The U.N, court's panel of 15 judges from around the world will seek to answer two questions: What are countries obliged to do under international law to protect the climate and environment from human-caused greenhouse gas emissions and what are the legal consequences for governments where their acts of lack of action have significantly harmed the climate and environment?

The second question makes particular reference to “small island developing States" likely to be hardest hit by climate change and to “members of "the present and future generations affected by the adverse effects of climate change.”

It is not yet clear how many countries and organizations will seek to speak at the public hearings or how long they will take.
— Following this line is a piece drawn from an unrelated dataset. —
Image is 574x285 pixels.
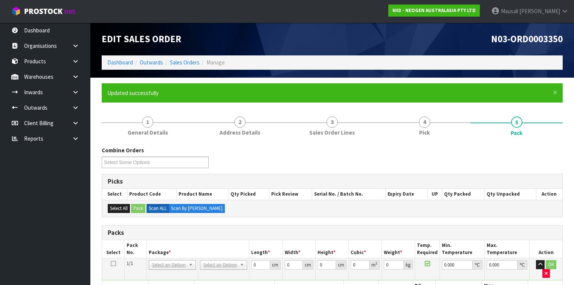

Once they wrap up, judges will likely take months to consider all the legal arguments and issue their opinions.

The case at the world court follows a number of rulings by other judges and tribunals around the world calling on governments to do more to reduce greenhouse gas emissions.

In May, a U.N. tribunal on maritime law said that carbon emissions qualify as marine pollution and countries must take steps to mitigate and adapt to their adverse effects.

That ruling came a month after Europe’s highest human rights court said that countries must better protect their people from the consequences of climate change, in a landmark judgment that could have implications across the continent.

The International Court of Justice is based in The Hague, where domestic Dutch courts made history by ruling that protection from the potentially devastating effects of climate change is a human right and that the government has a duty to protect its citizens. The judgment was upheld in 2019 by the Dutch Supreme Court.